About 80 pieces of art and poetry hang in a gallery space in Chelsea, colorful images popping off the stark white walls. The artists, however, won’t see their work displayed — they’re incarcerated at Rikers Island.
The exhibit inside the School of Visual Arts’ gallery on West 21st Street is part of the Creative Arts Therapy Program offered to Rikers inmates by the city’s Health + Hospitals and Correctional Health Services. This year’s theme, “MySelf,” inspired images of self-reflection: a colorful mermaid swims with the words “emotional” and “elusive” penned on top; a man sports both devil horns and a halo, torn between the two; another man sleeps, a description alludes to his depressing environment.
“It’s an opportunity for them to express their frustrations, understand why they often feel angry. These modalities provide a safe space for doing that, opposed to a verbal interaction or interview,” said Lesley Achitoff, the director of the program. “This is a chance where they’re not being examined, they’re given an opportunity to self-express. That has been very freeing and profoundly therapeutic for them.”
A few days before the exhibit’s opening, former Rikers inmate Hyseem McIndoe, aka "Bishop," a former program participant himself, surveyed the work. He intently studied the piece of a man torn between good and evil, reflecting on how being part of the program changed his perspective, and showed him how art could become a career.
McIndoe, 21, spent nine months at Rikers when he was 17 on robbery charges of robbery. The Creative Arts Therapy Program was the first time his work was displayed in a gallery. He’s since had two more showings.
“I wanted to keep my faith and my art skills throughout all the bad things that were going on, I was still drawing,” said McIndoe, who is now working on the Audubon Sculpture Project. “It’s hard to continue being creative in a place like that because it sucks all the creativity out of you. Just to see all of this work here, it’s amazing that these kids are still pushing and believing in themselves.”
The program has existed in a smaller capacity for a decade, but a cash infusion in 2016 from ThriveNYC — first lady Chirlane McCray’s mental health initiative — allowed it to significantly expand. Achitoff said the program has hosted more than 3,800 art therapy sessions since 2016, when it received the initial $500,000. The program now receives about $1 million each fiscal year from ThriveNYC, and has expanded to include 12 art therapists. Achitoff said the voluntary classes are offered three times per week and include eight to 10 people in each session.
This is the fourth year SVA has offered its gallery space for the month of October, extending it this year through Nov. 16, she said. And while the artists from this year’s exhibit won’t be there in person, viewers moved by the art can write letters to them.
"It’s just so empowering for them,” Achitoff said. “This has been very, very healing for them to share their humanity and have that humanity shared back. It’s really very validating for them.”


• [TASK TO COMPLETE] When the string "society" is part of a line in the data below, report the whole line.

• [SUPPLIED RECORDS]
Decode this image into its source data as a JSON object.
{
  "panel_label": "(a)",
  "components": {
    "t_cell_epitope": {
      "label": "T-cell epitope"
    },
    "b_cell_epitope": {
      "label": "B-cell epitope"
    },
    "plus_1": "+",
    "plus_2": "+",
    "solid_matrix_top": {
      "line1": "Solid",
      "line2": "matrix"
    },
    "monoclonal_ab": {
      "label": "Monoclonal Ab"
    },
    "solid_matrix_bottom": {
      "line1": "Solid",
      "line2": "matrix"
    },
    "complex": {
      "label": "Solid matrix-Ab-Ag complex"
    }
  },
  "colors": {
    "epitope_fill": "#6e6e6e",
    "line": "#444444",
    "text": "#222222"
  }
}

--

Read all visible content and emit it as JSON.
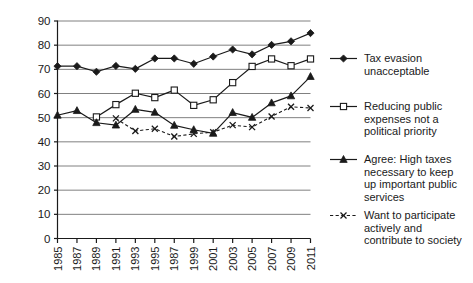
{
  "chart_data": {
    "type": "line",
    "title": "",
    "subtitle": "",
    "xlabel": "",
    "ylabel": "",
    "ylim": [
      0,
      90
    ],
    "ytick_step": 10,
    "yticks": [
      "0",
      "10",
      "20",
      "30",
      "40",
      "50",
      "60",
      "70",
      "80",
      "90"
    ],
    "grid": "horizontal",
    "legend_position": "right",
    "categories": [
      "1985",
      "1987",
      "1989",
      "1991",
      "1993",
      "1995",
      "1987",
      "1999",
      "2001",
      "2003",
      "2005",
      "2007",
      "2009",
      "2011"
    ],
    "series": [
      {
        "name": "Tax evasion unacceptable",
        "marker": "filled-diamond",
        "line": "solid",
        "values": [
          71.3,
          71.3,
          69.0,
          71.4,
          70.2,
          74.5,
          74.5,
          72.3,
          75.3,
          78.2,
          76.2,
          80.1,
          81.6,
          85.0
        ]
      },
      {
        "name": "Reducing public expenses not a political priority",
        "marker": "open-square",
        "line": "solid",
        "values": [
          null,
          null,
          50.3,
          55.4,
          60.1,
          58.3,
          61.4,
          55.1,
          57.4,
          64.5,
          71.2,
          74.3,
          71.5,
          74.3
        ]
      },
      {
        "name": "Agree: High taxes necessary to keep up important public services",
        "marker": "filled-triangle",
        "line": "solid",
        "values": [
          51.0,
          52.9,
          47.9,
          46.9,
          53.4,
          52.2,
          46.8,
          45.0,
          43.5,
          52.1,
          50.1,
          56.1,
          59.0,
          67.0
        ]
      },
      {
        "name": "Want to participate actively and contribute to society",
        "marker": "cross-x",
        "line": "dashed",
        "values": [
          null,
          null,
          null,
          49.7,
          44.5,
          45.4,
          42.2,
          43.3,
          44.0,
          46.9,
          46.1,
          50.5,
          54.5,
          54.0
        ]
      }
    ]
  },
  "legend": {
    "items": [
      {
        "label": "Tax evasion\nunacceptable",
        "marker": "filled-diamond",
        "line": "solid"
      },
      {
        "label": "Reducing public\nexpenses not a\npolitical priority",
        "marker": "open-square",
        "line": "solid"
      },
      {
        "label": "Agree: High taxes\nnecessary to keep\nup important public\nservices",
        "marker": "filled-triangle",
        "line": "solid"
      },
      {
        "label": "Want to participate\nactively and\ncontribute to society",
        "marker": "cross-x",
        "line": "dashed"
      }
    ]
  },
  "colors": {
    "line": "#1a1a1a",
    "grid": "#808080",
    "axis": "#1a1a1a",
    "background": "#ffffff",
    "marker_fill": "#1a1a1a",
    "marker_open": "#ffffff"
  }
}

• [EXERCISE SOLUTION]
        "name": "Want to participate actively and contribute to society",
        "label": "Want to participate\nactively and\ncontribute to society",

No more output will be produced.